SANDPOINT — Speed, increased efficiency and a shorter response time is something the Sandpoint City Council will have in common with a sports car if it accepts a proposal to meet twice per month.

Council members opposed to the initiative argue that it bypasses a fundamental consideration: Public involvement.

 Sandpoint council member Stephen Snedden, who introduced the proposal to council, thinks having twice monthly council meetings will help city business get addressed more quickly and efficiently.

Snedden’s proposal calls for having formal city council meetings on the first and third Wednesday of the month, and eliminating the casual subcommittee meetings where residents air their concerns with half the city council before returning to speak to the full council.

In the present format, a resident attends a committee meeting to have his or her issue placed on the council agenda.
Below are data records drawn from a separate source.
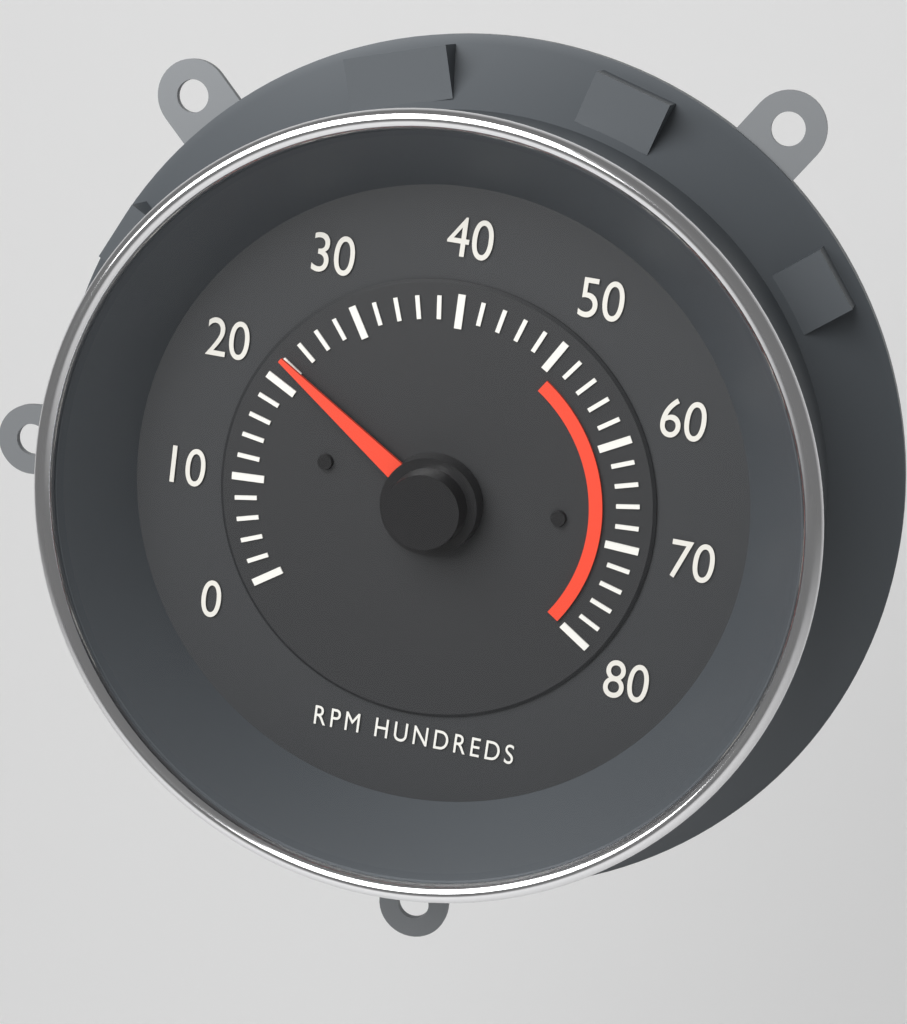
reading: 2200 RPM
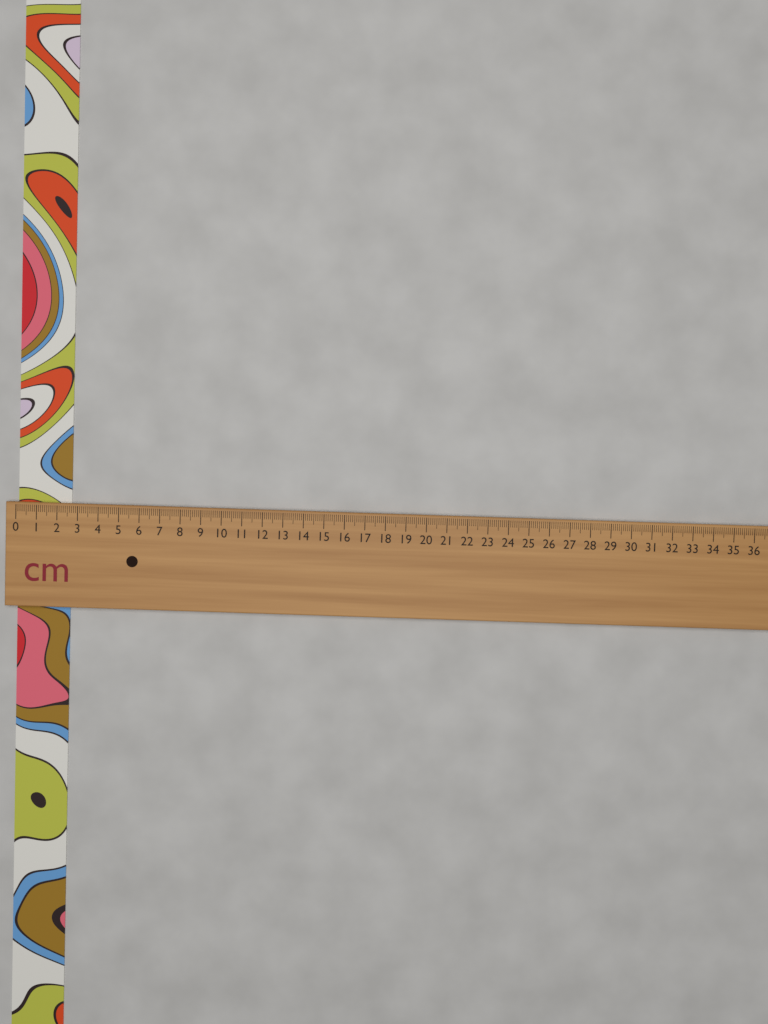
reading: 2.6 cm
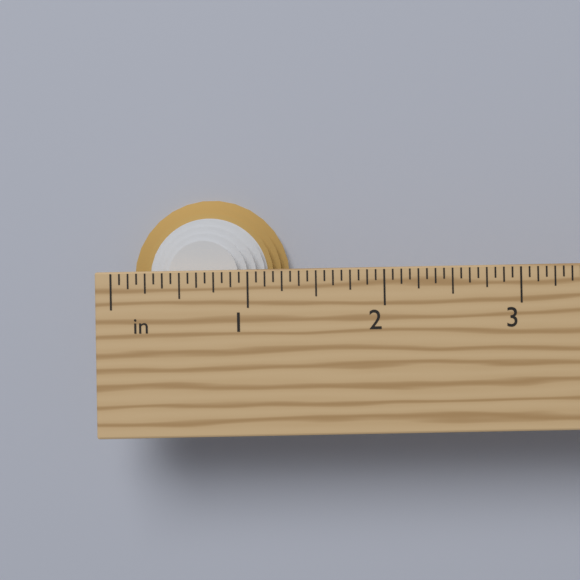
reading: 1.3125 in
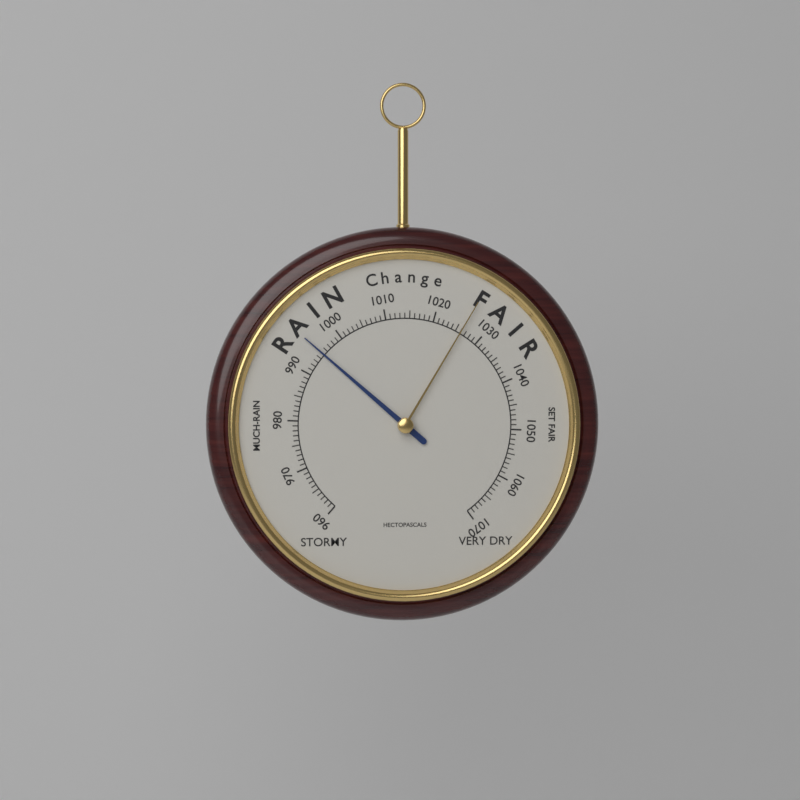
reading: 995 hPa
If the business item is forwarded to the council, residents give the same testimony and answer the same questions before the entire council at a regular meeting.

If the issue is tabled, residents must wait a month to attend the next meeting.
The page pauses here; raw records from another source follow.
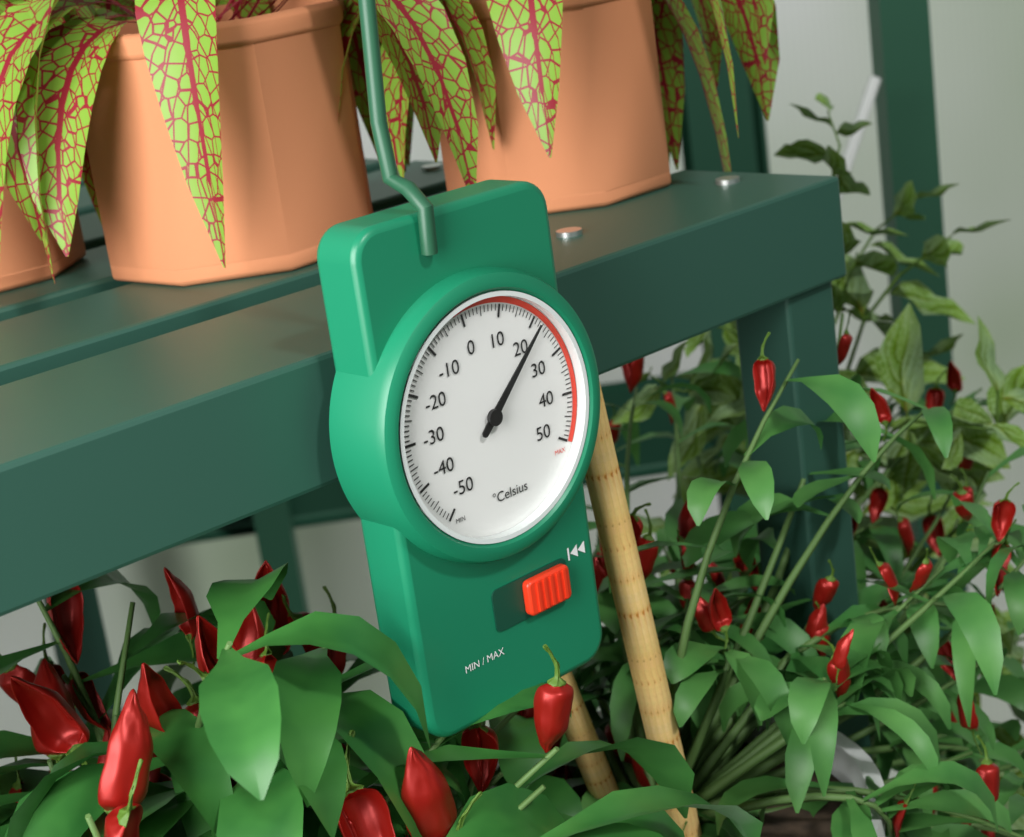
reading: 22 °C
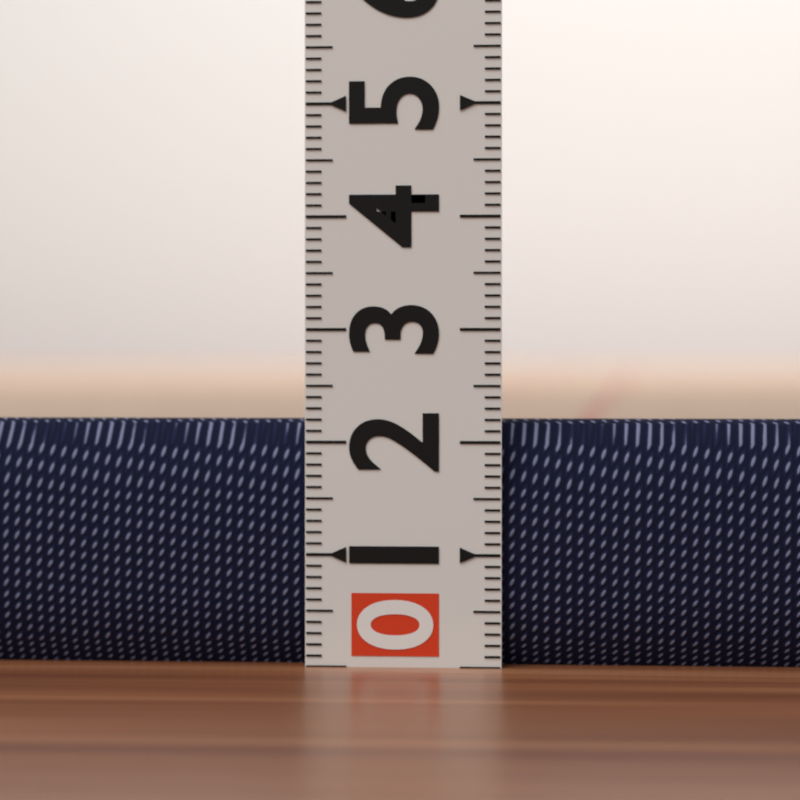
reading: 2.2 (no unit)
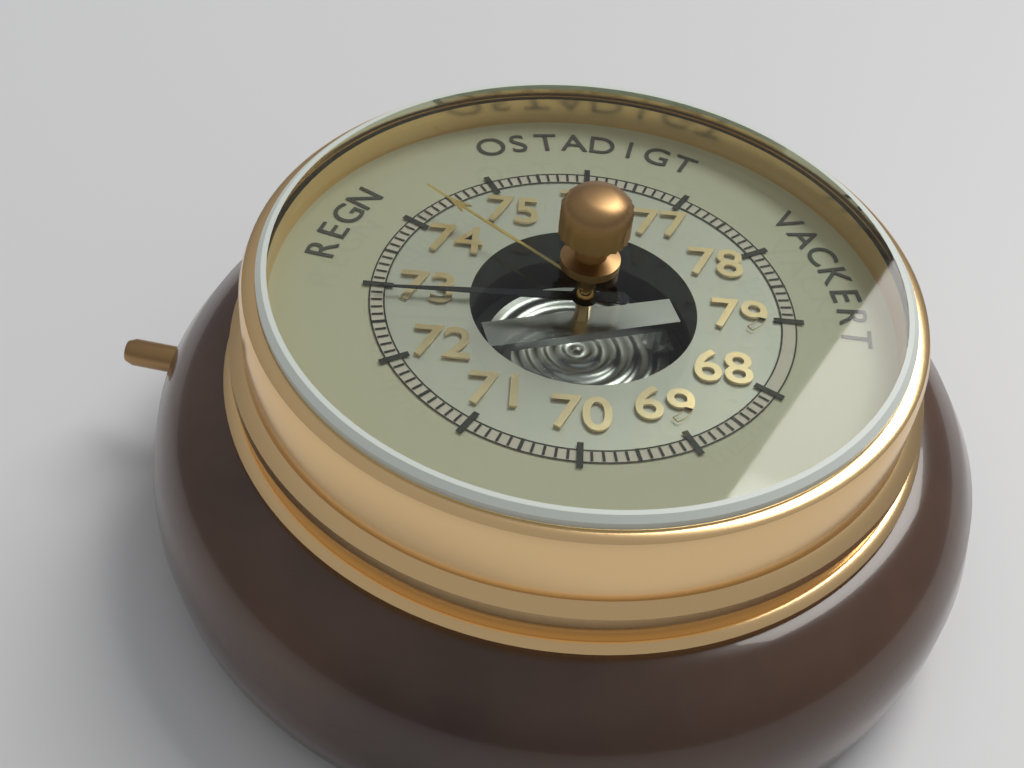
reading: 72.9 (no unit)
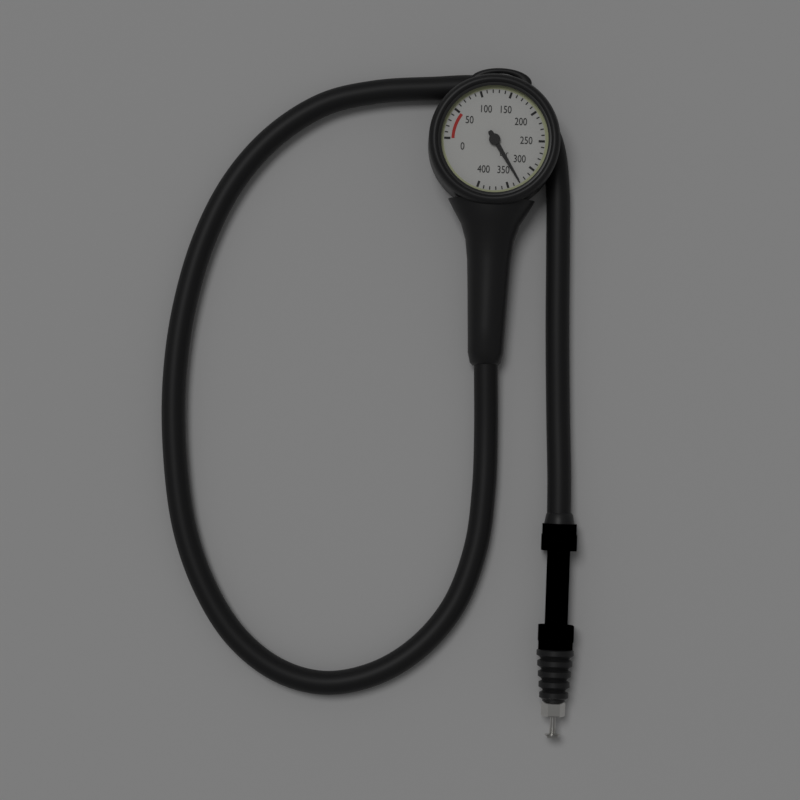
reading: 330 bar
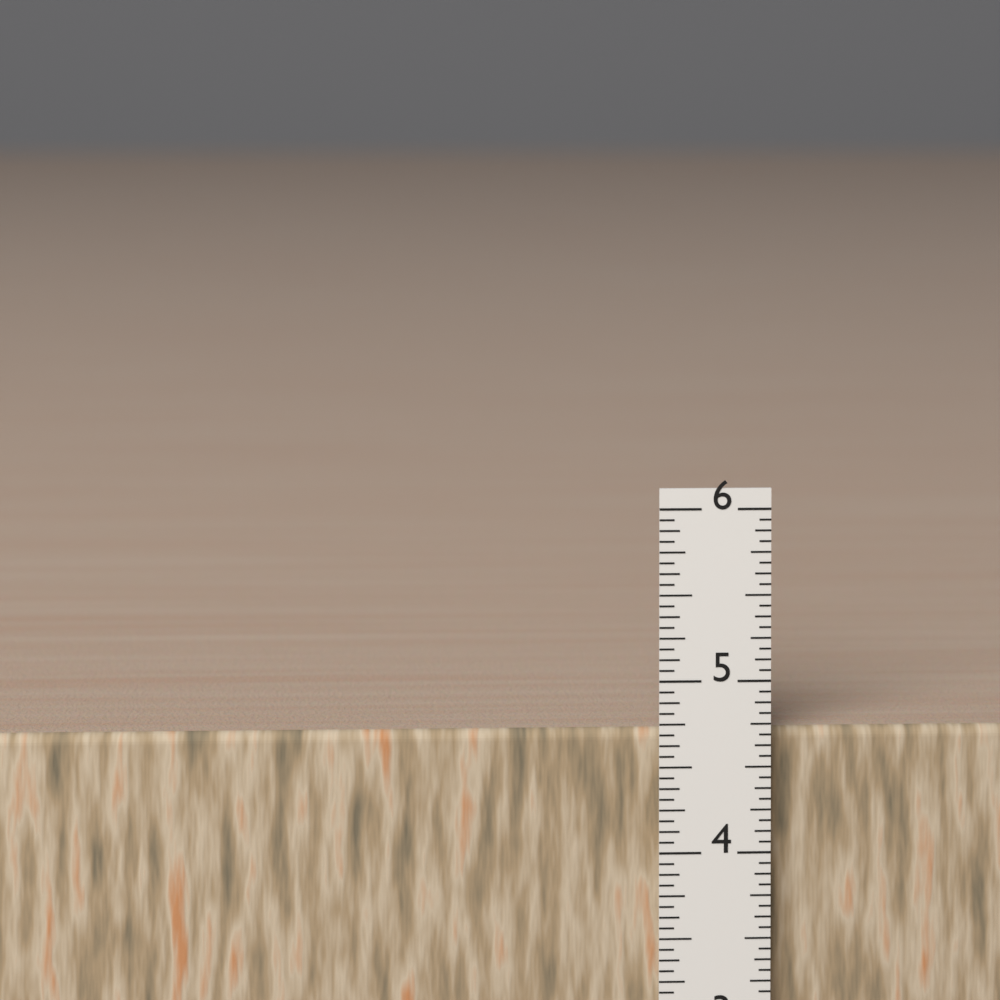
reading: 4.6875 in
The refurbished process would allow residents to meet with council once. If they need to come before the council again, they would wait two weeks instead of the four or five weeks they must wait to attend once-monthly meetings.
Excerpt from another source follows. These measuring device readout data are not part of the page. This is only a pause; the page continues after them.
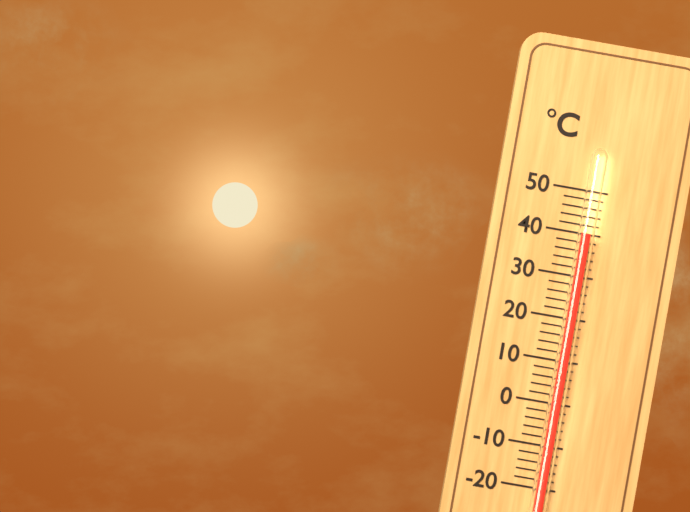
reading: 40 °C
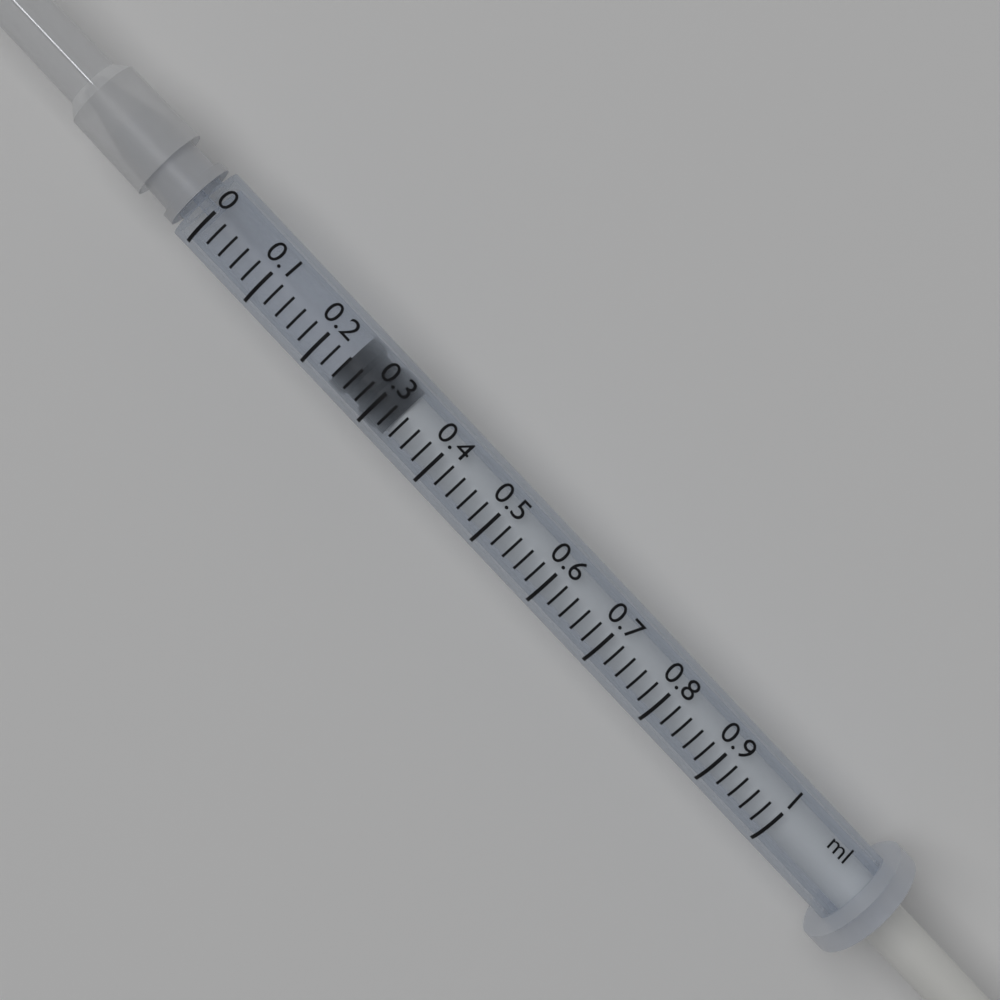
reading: 0.24 ml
Under the new format, two weeks are cut off the process and the subcommittee meetings would be eliminated, Snedden said.

“It would speed up the process and hopefully make council more responsive,” he said.

Council member John Reuter agrees that the present process can be cumbersome, but it includes public involvement, and that is vital to city government, he said.

“I think the current system of committees with council members and council meetings is more effective in terms of community involvement,” Reuter said. “I’m open and willing to listen, but that’s my bias going into that process.”

Community members are usually given three minutes to speak during the public comment period at regular council meetings, he said.

At subcommittee meetings, though, residents have a chance to converse with three council members in an informal and less intimidating format.

“What’s neat about committee meeting, it really offers a less formal setting,” he said. “It allows us to have an in-depth conversation with them.”

Conversation fosters dialogue and issues are fleshed-out and understood before they move to full council, he said.

“So we fully understand where they are coming from,” he said. 

The majority of cities in the Panhandle have twice monthly council meetings, according to the city.

From Bonners Ferry to Hayden and Post Falls, and including neighboring Ponderay, councils in other North Idaho cities have opted for speed and efficiency, at least theoretically.

“They seem to work out just fine,” Mayor Gretchen Hellar said.

Erik Brubaker, the planner at Ponderay, said the process clicks there.

“It seems to work for people here,” Brubaker said. “But, we are definitely a different scale community.”

Hellar supports the move to twice-monthly city council meetings.

Subcommittee meetings are supposed to function as filters for what is addressed by council. In addition, concerns are supposed to be refined before they come before council, she said.

Often, however, the raw information is heard by council, defeating the purpose of having subcommittee meetings.

“If it doesn’t function as a gate keeper, then why do we do it?” She asked.